The freshwater fish belongs to a never-before-described taxonomic family, making it one of the biggest finds of the last decade.
The Gollum snakehead is unusual among subterranean critters because it has both eyes and a colorful complexion.
A study published last month in the journal Scientific Reports places the Gollum snakehead and another recently described species, the Mahabali snakehead, into a family all their own. A family is the descriptive category above genus and species; for example, humans share a family, Hominidae, with chimpanzees, orangutans and gorillas, Douglas Main reports for National Geographic.

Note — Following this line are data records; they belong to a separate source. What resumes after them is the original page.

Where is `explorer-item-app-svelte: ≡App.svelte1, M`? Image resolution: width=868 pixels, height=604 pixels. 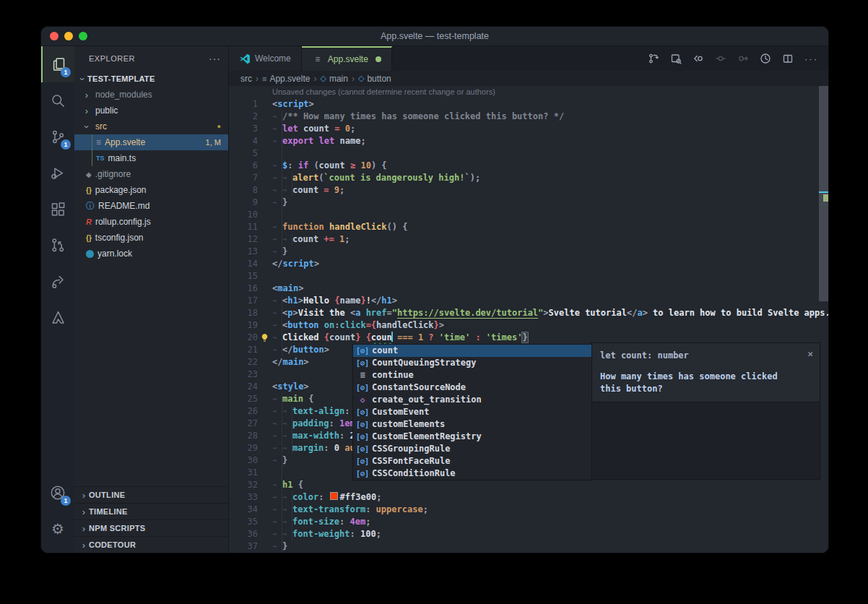 explorer-item-app-svelte: ≡App.svelte1, M is located at coordinates (152, 142).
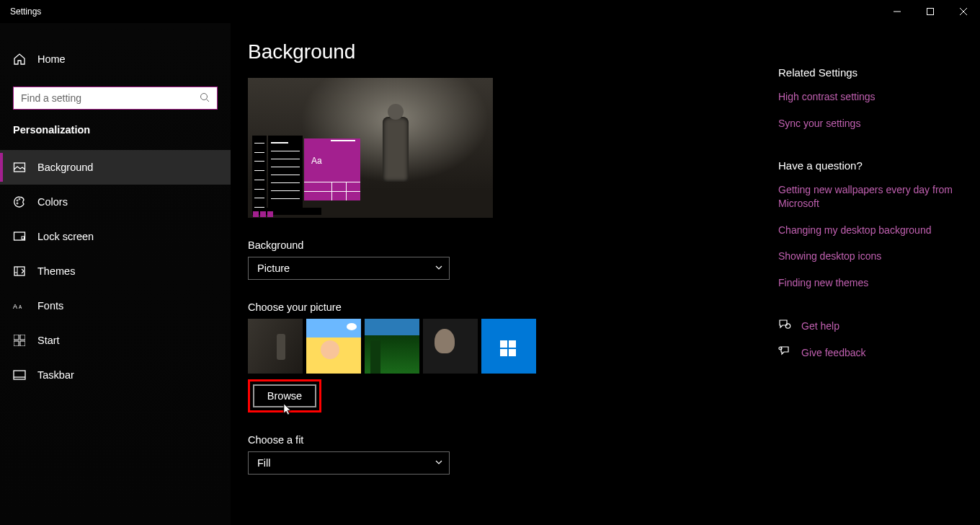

Close study of the new snakeheads’ genes and anatomy revealed so many differences compared to common snakeheads that researchers placed them in a new family, Aenigmachanna. They also have a Tolkienesque common name: dragon snakeheads.

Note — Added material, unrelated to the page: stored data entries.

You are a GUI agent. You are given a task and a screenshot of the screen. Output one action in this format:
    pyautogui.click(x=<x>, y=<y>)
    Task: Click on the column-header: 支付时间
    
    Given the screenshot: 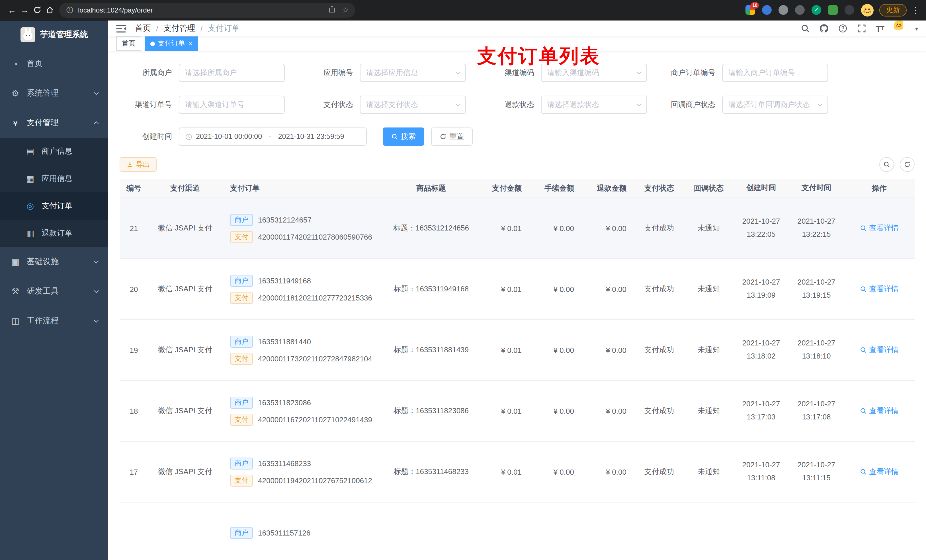 What is the action you would take?
    pyautogui.click(x=816, y=188)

Dragon snakeheads live in underground reservoirs, only coming to the surface when intense rainfall floods the aquifer and carries them up. Adult fish are about four inches long, with straight, thin bodies, and they propel themselves forward and back by fluttering their bodies like a banner in the wind. Unlike most underground-dwelling critters, dragon snakeheads aren’t pale and eyeless. They’re rusty red-brown and do have eyes.
Dragon snakeheads have a collection of characteristics that set them apart, the new study shows. They have fewer vertebrae, a shortened swim bladder, and can’t breathe air the way common snakeheads can. Genetic analysis showed that dragon snakeheads and Channidae snakeheads last shared ancestor lived 120 million years ago, during the Cretaceous period.
In that time, Channidae snakeheads have evolved into about 50 species, but it seems that dragon snakeheads haven’t evolved much at all.
Dragon snakeheads have “a whole series of primitive characteristics,” says Smithsonian National Museum of Natural History ichthyologist David Johnson to National Geographic. Those characteristics earn them the title of “living fossils,” adds Johnson, who wasn’t involved in the study.
Pethiygoda suggests to Mongabay India that subterranean fish may have an advantage when disasters like the extinction event that wiped out the dinosaurs come around. By living in a relatively stable environment, the fish haven’t needed to adapt to survive. But as more people dig wells and water their fields from the limited underground reservoir, the fish may become threatened.
“It is in some ways a freshwater coelacanth,” Pethiygoda tells Mongabay India. “It also signals that new light needs to be shone on the other fishes of Kerala that seem to live in aquifers, such as Horaglanis and Kryptoglanis. Almost nothing is known of the origin of these species or their ecology.”